It’s all Bees-iness

4G Honey Team brings national spotlight to Hawkins

Story by Lisa Savage

several people in bee suits outside at sunsetMackenzie Rutherford knew bees played an important role in pollination. She knew little else about the insects three years ago, when she and three of her fellow students at Hawkins High School set out on an adventure that has put the school’s beekeeping program in the national spotlight.

Now, the 4G Honey Team has grown from those original four shy girls responsible for the team’s name — 4G stands for four girls — to more than 24 members, national grant funding and a program that serves as a model across the state. Rutherford now works on her grandfather’s watermelon farm. She’s also employed with FedEx, and she speaks often to school groups, civic clubs and others to share information about the importance of bees, beekeeping and honey.

“This just blew up in the best sort of way,” she says of the 4G Honey Team. “I went to college for a year, I got a job, and this program will help the younger students coming along. And it completely changed the direction of my life.”

4G Honey

The 4G Honey Team started quite by accident, Hawkins FFA Advisor Matt Byrd says. In 2019, bees were naturally swarming on the grounds of Ozarka Spring Water plant, especially near the loading docks. “Because it was a water bottling facility, they were limited on what they could do,” Byrd says.

Girl wearing bee protection outfit giving thumbs upCheryl Conaway, quality assurance manager at Ozarka, contacted Daniel Lemmon, of Flint Apiary and Farms, and they reached out to Byrd, thinking the FFA might have a beekeeping program. “We didn’t have anything like that,” he says.

However, Conaway, Lemmon and Byrd came up with a plan. The FFA members used woodworking skills to build hives, which they placed across the 3,000 acres of Ozarka property, and they relocated the bees to the hives. Ozarka provided access to its land and paid for bee suits, wood and other equipment. “We basically set up a bee garden away from the plant but still on the property,” Byrd says.

In the meantime, Rutherford, Jessica Hennous, Brook Goddard and Rachel Parrish approached Byrd wanting to find an FFA project to enter at the Houston Ag Show, the state FFA competition.

Competitions featured ag mechanics components where students built trailers and all kinds of ag-related projects. “I’d never seen any group build bee- hives,” Byrd says. “It had usually been large pieces of equipment.”

Byrd reached out to the competition officials who determined beehives could be considered for the showmanship division because of bees’ vital role in agriculture.

“They had to build the beehives, and have knowledge of the project and how it works. They had to break the hive down and explain what each part does,” he says.

They didn’t place in their specific division but won the show’s Overall Reserve Champion out of 500 other schools. “That’s when they were asked to do presentations at garden clubs and other places, doing one or two a week,” he says.

They also received orders and requests for the beehive boxes.

What's the Buzz About

several people in bee suits taking honeyThe school didn’t have much money in the budget for the 4G Honey Team and the beekeeping project, so Ozarka helped buy the initial tools to build cedar boxes, which provide a natural oil repellant to other insects that might go after the bees.

Ozarka featured the team in a video presentation that went out to its other plants across the country. Then came the call from NBC’s “Today” show, which produced a segment about the team. As part of the segment, the show visited Hawkins and asked the community to fill the school gym.

During the filming at the gym, Ozarka surprised the 4G Honey Team with a $10,000 grant to expand, and $5,000 scholarship for each of the four original members. Soon, the phones started ringing for honey orders and bee boxes. “We weren’t prepared for it initially,” Byrd says.

“We basically turned it into a business. All the proceeds go back to the 4G Honey Team.”

They set up an Etsy store online and shipped honey all over the country, and now, the group has expanded the business portion even more, using the beeswax for candle making and other products.

As the original 4G girls graduated, other students stepped up to continue the work. Emma Williams came into FFA as a shy eighth grader and joined the 4G Honey Team a few years later.

“Not only did I learn so much about how crucial bees are to our environment, but it got me out of my shell and improved my public speaking skills,” Williams says. Now, she plans to attend Texas A&M- Commerce and work toward a degree in ag communications.

“This team has shaped my life,” she says. “It’s been a life-changing program and has such an impact on our school and our community.”

The Gertrude Windsor Garden Club in Tyler submitted a grant application to the National Alliance of North American Garden Clubs. The 4G Honey Team was chosen and received the $30,000 grant, which helps buy more bee suits, build more hives and a larger honey extractor, along with funds to construct an observation booth at the school.

The school board also approved spending $9 million in capital investments throughout the school system, and that includes a new FFA and ag facility at Hawkins, Byrd says. The new facility will include industrial grade honey extractors and other equipment to expand the pro- gram even more.

The state of Texas approved a state- funded beekeeping curriculum course using the Hawkins 4G team as the model. “This is a huge win for other schools, too,” Byrd says. “It’s wonderful to know something we started three years ago is having such a positive impact on so many others now.”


• [Your objective]: Would you retype each record exactly as given?

Stored data:
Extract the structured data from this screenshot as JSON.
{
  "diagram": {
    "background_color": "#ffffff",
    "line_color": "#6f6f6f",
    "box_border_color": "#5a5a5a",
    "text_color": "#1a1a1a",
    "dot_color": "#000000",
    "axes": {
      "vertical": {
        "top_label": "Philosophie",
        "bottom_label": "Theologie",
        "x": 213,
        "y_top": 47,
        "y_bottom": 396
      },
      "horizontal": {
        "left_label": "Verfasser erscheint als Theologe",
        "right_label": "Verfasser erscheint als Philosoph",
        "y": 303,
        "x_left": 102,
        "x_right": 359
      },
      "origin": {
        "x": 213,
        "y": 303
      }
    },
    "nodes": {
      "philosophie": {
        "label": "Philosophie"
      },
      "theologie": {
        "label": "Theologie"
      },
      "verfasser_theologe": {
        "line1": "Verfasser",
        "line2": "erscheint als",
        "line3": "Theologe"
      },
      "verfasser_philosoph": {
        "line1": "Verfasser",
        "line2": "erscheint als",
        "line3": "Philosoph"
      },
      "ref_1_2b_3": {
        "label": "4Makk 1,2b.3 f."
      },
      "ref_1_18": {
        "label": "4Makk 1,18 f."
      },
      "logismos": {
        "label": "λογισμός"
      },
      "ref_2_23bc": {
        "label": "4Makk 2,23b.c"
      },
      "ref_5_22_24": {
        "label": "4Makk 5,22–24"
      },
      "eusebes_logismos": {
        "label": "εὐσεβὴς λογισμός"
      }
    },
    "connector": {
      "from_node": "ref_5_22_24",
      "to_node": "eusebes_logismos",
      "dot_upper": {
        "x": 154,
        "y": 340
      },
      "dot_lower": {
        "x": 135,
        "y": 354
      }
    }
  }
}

• [Response area]:
Extract the structured data from this screenshot as JSON.
{
  "diagram": {
    "background_color": "#ffffff",
    "line_color": "#6f6f6f",
    "box_border_color": "#5a5a5a",
    "text_color": "#1a1a1a",
    "dot_color": "#000000",
    "axes": {
      "vertical": {
        "top_label": "Philosophie",
        "bottom_label": "Theologie",
        "x": 213,
        "y_top": 47,
        "y_bottom": 396
      },
      "horizontal": {
        "left_label": "Verfasser erscheint als Theologe",
        "right_label": "Verfasser erscheint als Philosoph",
        "y": 303,
        "x_left": 102,
        "x_right": 359
      },
      "origin": {
        "x": 213,
        "y": 303
      }
    },
    "nodes": {
      "philosophie": {
        "label": "Philosophie"
      },
      "theologie": {
        "label": "Theologie"
      },
      "verfasser_theologe": {
        "line1": "Verfasser",
        "line2": "erscheint als",
        "line3": "Theologe"
      },
      "verfasser_philosoph": {
        "line1": "Verfasser",
        "line2": "erscheint als",
        "line3": "Philosoph"
      },
      "ref_1_2b_3": {
        "label": "4Makk 1,2b.3 f."
      },
      "ref_1_18": {
        "label": "4Makk 1,18 f."
      },
      "logismos": {
        "label": "λογισμός"
      },
      "ref_2_23bc": {
        "label": "4Makk 2,23b.c"
      },
      "ref_5_22_24": {
        "label": "4Makk 5,22–24"
      },
      "eusebes_logismos": {
        "label": "εὐσεβὴς λογισμός"
      }
    },
    "connector": {
      "from_node": "ref_5_22_24",
      "to_node": "eusebes_logismos",
      "dot_upper": {
        "x": 154,
        "y": 340
      },
      "dot_lower": {
        "x": 135,
        "y": 354
      }
    }
  }
}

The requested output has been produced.